LEGO's most ambitious F1 year ever launched in 2025. Here's what's in the collection — and what changes when the lights come on.

LEGO and F1: a new partnership, a complete grid

In November 2024, LEGO and F1 announced a multi-year strategic partnership — the first formal, full-license collaboration between the two brands. The timing was deliberate: 2025 marked Formula 1's 75th anniversary, and the sport wa=s coming off several years of extraordinary audience growth. Drive to Survive had introduced a generation of new fans. The Las Vegas Grand Prix had turned the sport into a mainstream entertainment event. Global viewership for the 2025 season was tracking above prior years. LEGO committed to the partnership with full force.

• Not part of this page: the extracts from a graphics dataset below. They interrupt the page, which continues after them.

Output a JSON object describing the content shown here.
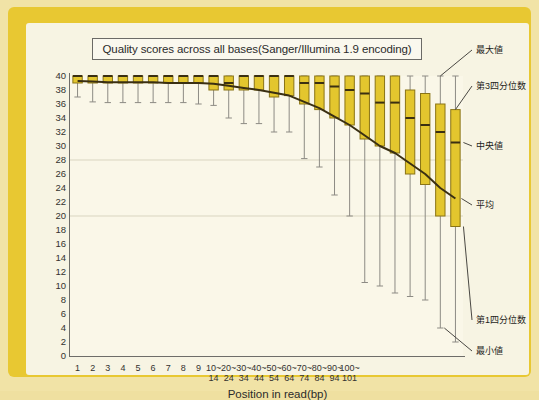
{
  "chart": {
    "title": "Quality scores across all bases(Sanger/Illumina 1.9 encoding)",
    "xlabel": "Position in read(bp)",
    "ylabel": ""
  },
  "annotations": {
    "max": "最大値",
    "q3": "第3四分位数",
    "median": "中央値",
    "mean": "平均",
    "q1": "第1四分位数",
    "min": "最小値"
  },
  "colors": {
    "frame": "#e8c832",
    "panel": "#f7f4e3",
    "plot_bg": "#faf7e8",
    "box_fill": "#e3c62e",
    "box_stroke": "#8a7416",
    "median": "#3a2f12",
    "whisker": "#8d8b84",
    "mean_line": "#3a2f12",
    "grid": "#d9d5c0",
    "axis": "#6e6d69",
    "text": "#2b2b2b"
  },
  "y_axis": {
    "min": 0,
    "max": 40,
    "step": 2,
    "ticks": [
      40,
      38,
      36,
      34,
      32,
      30,
      28,
      26,
      24,
      22,
      20,
      18,
      16,
      14,
      12,
      10,
      8,
      6,
      4,
      2,
      0
    ],
    "gridlines": [
      28,
      20
    ]
  },
  "chart_data": {
    "type": "box",
    "title": "Quality scores across all bases(Sanger/Illumina 1.9 encoding)",
    "xlabel": "Position in read(bp)",
    "ylabel": "Quality score",
    "ylim": [
      0,
      40
    ],
    "grid": true,
    "legend": "none",
    "categories": [
      "1",
      "2",
      "3",
      "4",
      "5",
      "6",
      "7",
      "8",
      "9",
      "10~14",
      "20~24",
      "30~34",
      "40~44",
      "50~54",
      "60~64",
      "70~74",
      "80~84",
      "90~94",
      "100~101"
    ],
    "tick_labels_line1": [
      "1",
      "2",
      "3",
      "4",
      "5",
      "6",
      "7",
      "8",
      "9",
      "10~",
      "20~",
      "30~",
      "40~",
      "50~",
      "60~",
      "70~",
      "80~",
      "90~",
      "100~"
    ],
    "tick_labels_line2": [
      "",
      "",
      "",
      "",
      "",
      "",
      "",
      "",
      "",
      "14",
      "24",
      "34",
      "44",
      "54",
      "64",
      "74",
      "84",
      "94",
      "101"
    ],
    "boxes": [
      {
        "x": "1",
        "min": 37.0,
        "q1": 39.0,
        "median": 40.0,
        "q3": 40.0,
        "max": 40.0,
        "mean": 39.3
      },
      {
        "x": "2",
        "min": 36.3,
        "q1": 39.0,
        "median": 40.0,
        "q3": 40.0,
        "max": 40.0,
        "mean": 39.2
      },
      {
        "x": "3",
        "min": 36.2,
        "q1": 39.0,
        "median": 40.0,
        "q3": 40.0,
        "max": 40.0,
        "mean": 39.1
      },
      {
        "x": "4",
        "min": 36.2,
        "q1": 39.0,
        "median": 40.0,
        "q3": 40.0,
        "max": 40.0,
        "mean": 39.1
      },
      {
        "x": "5",
        "min": 36.2,
        "q1": 39.0,
        "median": 40.0,
        "q3": 40.0,
        "max": 40.0,
        "mean": 39.1
      },
      {
        "x": "6",
        "min": 36.2,
        "q1": 39.0,
        "median": 40.0,
        "q3": 40.0,
        "max": 40.0,
        "mean": 39.1
      },
      {
        "x": "7",
        "min": 36.2,
        "q1": 39.0,
        "median": 40.0,
        "q3": 40.0,
        "max": 40.0,
        "mean": 39.0
      },
      {
        "x": "8",
        "min": 36.2,
        "q1": 39.0,
        "median": 40.0,
        "q3": 40.0,
        "max": 40.0,
        "mean": 39.0
      },
      {
        "x": "9",
        "min": 36.0,
        "q1": 39.0,
        "median": 40.0,
        "q3": 40.0,
        "max": 40.0,
        "mean": 39.0
      },
      {
        "x": "10~14",
        "min": 35.8,
        "q1": 38.0,
        "median": 40.0,
        "q3": 40.0,
        "max": 40.0,
        "mean": 38.9
      },
      {
        "x": "20~24",
        "min": 34.0,
        "q1": 38.0,
        "median": 39.0,
        "q3": 40.0,
        "max": 40.0,
        "mean": 38.6
      },
      {
        "x": "30~34",
        "min": 33.2,
        "q1": 38.0,
        "median": 40.0,
        "q3": 40.0,
        "max": 40.0,
        "mean": 38.3
      },
      {
        "x": "40~44",
        "min": 33.2,
        "q1": 38.0,
        "median": 40.0,
        "q3": 40.0,
        "max": 40.0,
        "mean": 38.0
      },
      {
        "x": "50~54",
        "min": 32.0,
        "q1": 37.0,
        "median": 40.0,
        "q3": 40.0,
        "max": 40.0,
        "mean": 37.6
      },
      {
        "x": "60~64",
        "min": 32.0,
        "q1": 37.2,
        "median": 40.0,
        "q3": 40.0,
        "max": 40.0,
        "mean": 37.2
      },
      {
        "x": "70~74",
        "min": 28.2,
        "q1": 36.0,
        "median": 39.0,
        "q3": 40.0,
        "max": 40.0,
        "mean": 36.3
      },
      {
        "x": "80~84",
        "min": 27.0,
        "q1": 35.2,
        "median": 39.0,
        "q3": 40.0,
        "max": 40.0,
        "mean": 35.4
      },
      {
        "x": "90~94",
        "min": 23.0,
        "q1": 34.0,
        "median": 38.5,
        "q3": 40.0,
        "max": 40.0,
        "mean": 34.2
      },
      {
        "x": "100~101",
        "min": 20.0,
        "q1": 33.0,
        "median": 38.0,
        "q3": 40.0,
        "max": 40.0,
        "mean": 33.0
      },
      {
        "x": "",
        "min": 10.5,
        "q1": 31.0,
        "median": 37.5,
        "q3": 40.0,
        "max": 40.0,
        "mean": 31.5
      },
      {
        "x": "",
        "min": 10.0,
        "q1": 30.0,
        "median": 36.2,
        "q3": 40.0,
        "max": 40.0,
        "mean": 30.0
      },
      {
        "x": "",
        "min": 9.0,
        "q1": 29.0,
        "median": 36.2,
        "q3": 40.0,
        "max": 40.0,
        "mean": 29.0
      },
      {
        "x": "",
        "min": 8.5,
        "q1": 26.0,
        "median": 34.0,
        "q3": 38.0,
        "max": 40.0,
        "mean": 27.5
      },
      {
        "x": "",
        "min": 8.0,
        "q1": 24.5,
        "median": 33.0,
        "q3": 37.5,
        "max": 40.0,
        "mean": 26.0
      },
      {
        "x": "",
        "min": 4.0,
        "q1": 20.0,
        "median": 32.0,
        "q3": 36.0,
        "max": 40.0,
        "mean": 24.0
      },
      {
        "x": "",
        "min": 2.0,
        "q1": 18.5,
        "median": 30.5,
        "q3": 35.2,
        "max": 40.0,
        "mean": 22.5
      }
    ],
    "mean_series_note": "smooth decreasing curve from ~39.3 at position 1 to ~22 at position 101"
  }
}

What launched in early 2025 was the most comprehensive F1 product range LEGO had ever produced. For the first time in the brand's history, all ten current F1 teams were represented in LEGO Speed Champions sets — a complete 2025 grid in 1:18 scale, each car with accurate livery, Pirelli-branded tyres, and a team driver minifigure. Alongside the Speed Champions line came the 1:8 Technic flagships, a City range across six sets, a collectible blind-box series, and DUPLO. LEGO had built an entire F1 ecosystem in a single season.

The Speed Champions grid

The ten Speed Champions sets cover every team on the 2025 grid: Ferrari SF-24 (#77242), Red Bull RB20 (#77243), Mercedes-AMG W15 (#77244), Aston Martin AMR24 (#77245), RB VCARB 01 (#77246), KICK Sauber C44 (#77247), Alpine A524 (#77248), Williams FW46 (#77249), Haas VF-24 (#77250), and McLaren MCL38 (#77251). Each build is around 250–260 pieces, with a working cockpit and halo bar.

The 2025 and 2026 additions extend the line further: the Audi R26 (#77259)) — Audi's long-anticipated F1 entry — and the F1 Academy car (#77258), representing the all-female development series. The Speed Champions grid is now the most complete single-sport LEGO collection ever made.

The Technic and legacy sets

The 1:8 Technic flagships — the Red Bull RB20 (#42206) and Ferrari SF-24 (#42207) — launched alongside the Speed Champions range in March 2025. Both are 1,300–1,600 piece builds with working suspension, 2-speed gearboxes, and DRS rear wings. For collectors who built the earlier Technic F1 cars — the McLaren F1 #42141 or the Mercedes-AMG F1 W14 #42171 — those sets now carry added historical weight: the W14 was Hamilton's last Mercedes before his move to Ferrari in 2025, which is the kind of provenance that appreciates rather than fades. LEGO City's pit stop sets — particularly the Ferrari Pit Stop & Crew (#60443) — bring garage-level detail to a more accessible price point and scale.

What ZENE lighting adds

F1 cars are engineered for airflow, not for display. The surfaces that define a car's performance character — the floor edge, the diffuser, the undercut sidepods — are all on the underside or at angles that overhead ambient light never reaches. Under flat room lighting, a LEGO F1 car shows you the livery. That's it.

Undefined light kits place LEDs beneath and within the build, illuminating the elements that make each car distinctive at display distance. Underglow traces the floor edge and rear diffuser, making the car's wide, low stance read correctly from the front. Wing LEDs pick out the front and rear aero profiles. For the Speed Champions scale — where fine detail is easy to lose in a build of 250 pieces — directional lighting does the most work: a properly lit McLaren or Williams at 1:18 shows more visual complexity than a larger build under ambient light.

For the full ten-car grid display, each car's livery drives the lighting approach. Ferrari's red pairs with warm tones. Mercedes' silver reads best cold. Red Bull's navy deepens under cool blue. Alpine's pink and blue livery supports both. LEGO built the grid. ZENEBricks turns the lights on.